I did find it kind of quaint that a sizable group of Mac users on the Ars Technica forums still do full drive images using things like SuperDuper! or Carbon Copy Cloner. I remember doing that a few times, yongs ago with Norton Ghost, but I never really found it practical with Windows. I’m more than happy with doing a fresh Leopard install then a Time Machine restore if I have hard drive failure. The key thing is keep your data safe.
The new dock is interesting, I like it’s 3D style but I’m not so sure on how it highlights apps that are running. In Tiger you got a black arrow pointing upwards from beneath the icon, now you just get a blue coloured orb that isn’t much of a contrast different from the dock. There is a hack to put it back to the Tiger way of working, but to be honest, after using it for a while, I’m not that bothered that’d I change it. I can’t say I take much notice of them.
Stacks I’m not so sure on. I like the way they display things when clicked, arcing upwards from left to right, with the newest items at the bottom (although this depends on how you’re sorted your stack). The main problem I have with though is their lack of visibility on the Dock. You’d expect it to show some kind of folder icon to distinguish them, but instead its one of the items stored in the stack, which does change, so there is no consistency. So I’ve used the following hack to get round my little problem. It’s not prefect, but it does help!
I like the option of Cover Flow in the Finder… but I don’t tend to use it much. I much prefer Quick Look, which is where you can be browsing through files in Finder and can just press Space which then shows a preview window without having to load anything up. You can then quickly navigate though files in this mode.
Bootcamp is also cool, but most people who were interested in it probably downloaded the beta on Tiger, got whatever they needed working done and left it at that. All I’ve done since going to Leopard is let Bootcamp update it’s various drivers and leave my Vista partition as is.
Networking seems more stable to Windows boxes too. I’d been connecting my Mac to Vista laptops and found it a bit unreliable at times on Tiger. That’s not the case anymore. If the connection is lost it seems to gracefully recover instead of showing the spinning beach ball of death. (Gom, my question the other night was because that was the first time I done Vista to Mac, i.e. the other way round).
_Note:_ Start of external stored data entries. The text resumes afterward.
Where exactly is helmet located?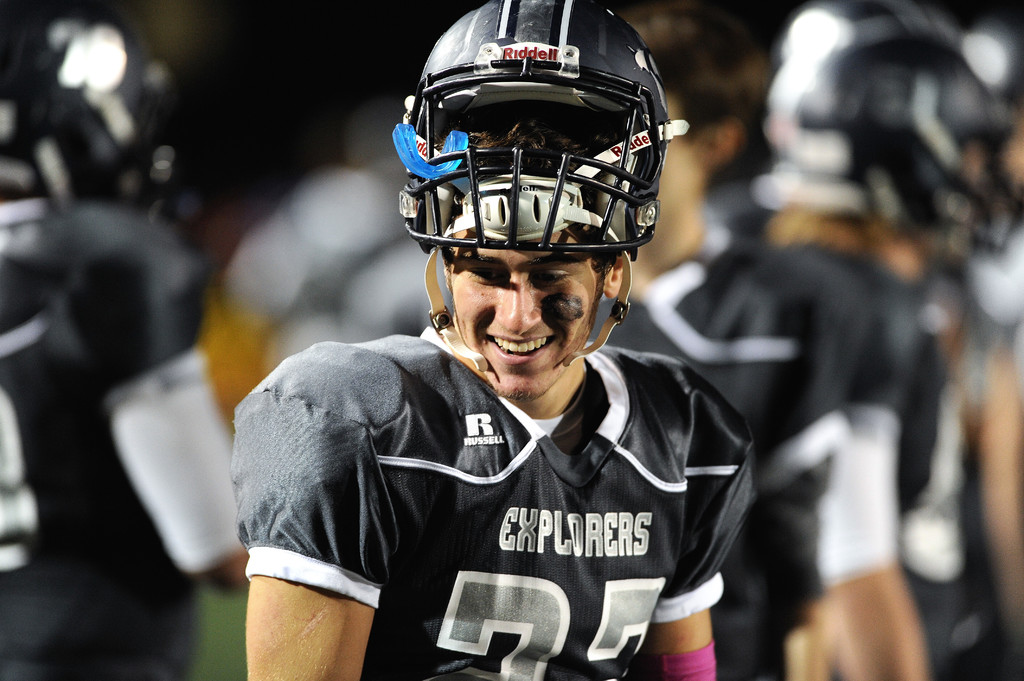
Its bounding box is BBox(29, 3, 204, 211).
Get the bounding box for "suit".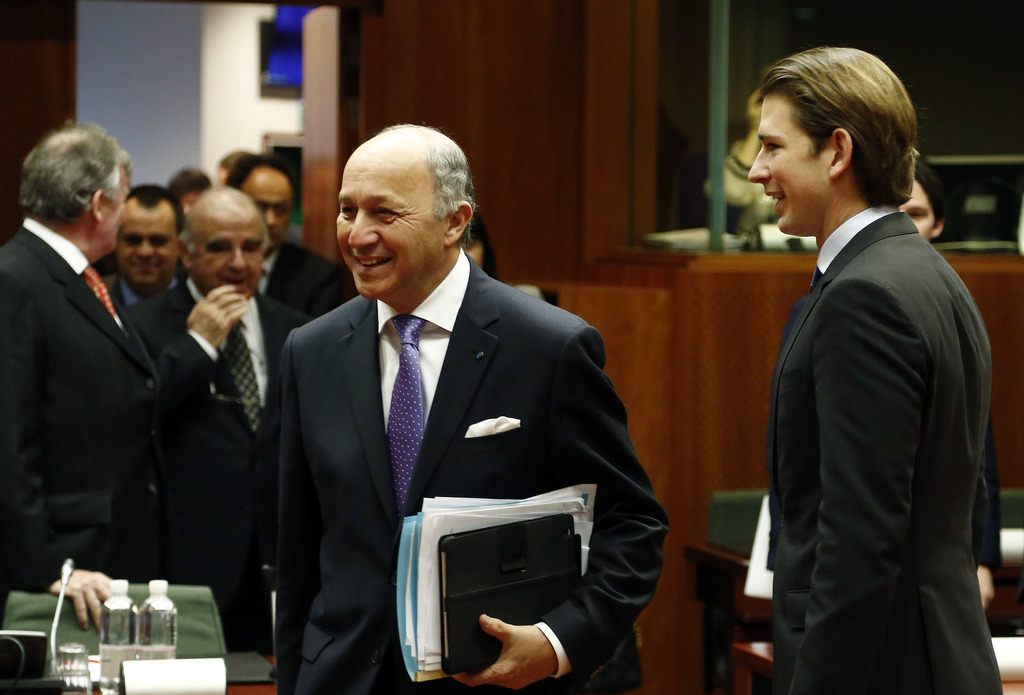
(770,204,1005,694).
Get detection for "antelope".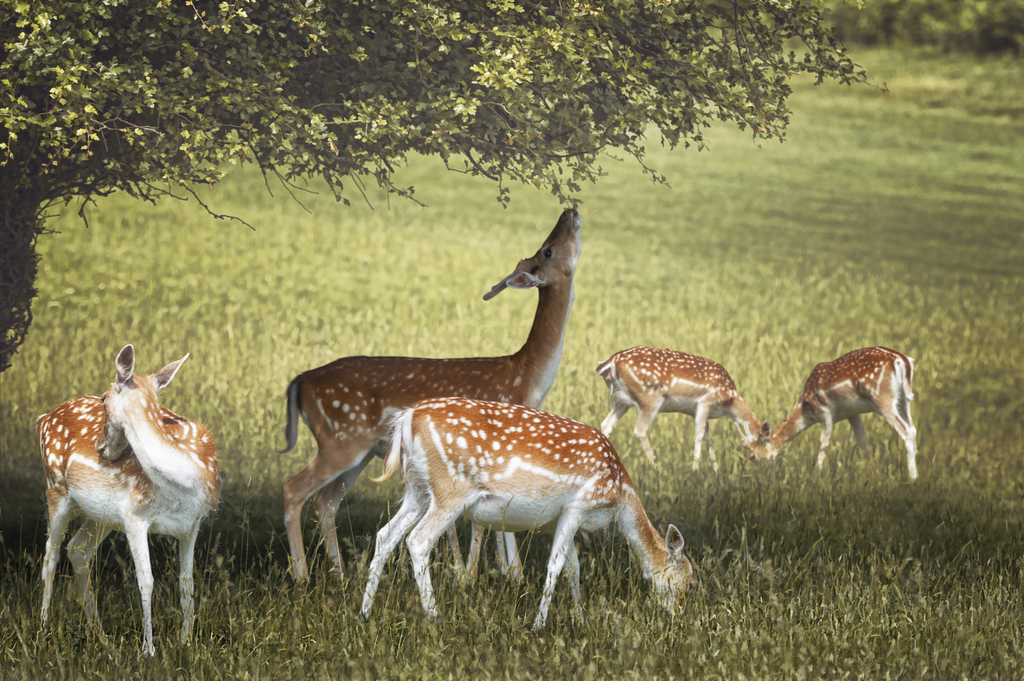
Detection: detection(357, 396, 696, 633).
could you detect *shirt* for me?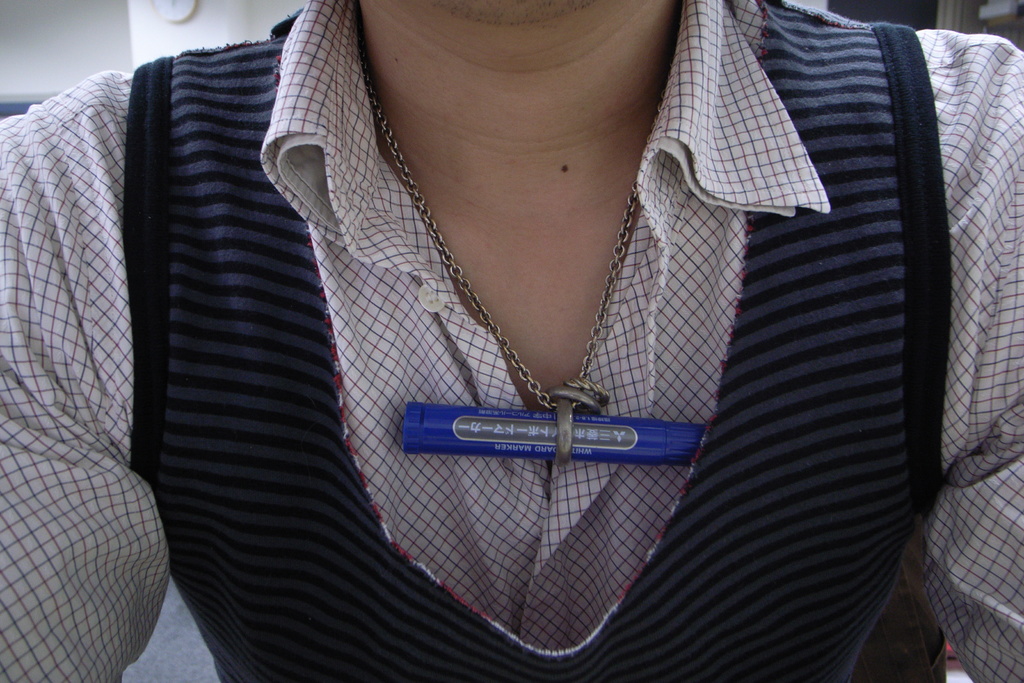
Detection result: box(0, 0, 1023, 682).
Spotlight has had a ton of tweaks too. Two that I find really useful is that by default now, Spotlight puts Applications at the top of it’s search results which for me has effectively replaced the use of QuickSilver. That said I still use QuickSilver, I’m a big fan of app launchers on Windows (Slickrun and Launchy) and I’ve been tinkering with various plug-ins for it. The other tweak is that you can now do calculations in Spotlight, which I find really useful!
Overall, it’s definitely been worth the upgrade for me. I didn’t have a proper backup strategy in place so Time Machine was a must. Plus I love the whole Spaces virtual desktop thing. And I’m a sucker for a new look and feel, so I’m sold :)
The Ars Technica review is the thing to read if you’re interested in a full review of Leopard.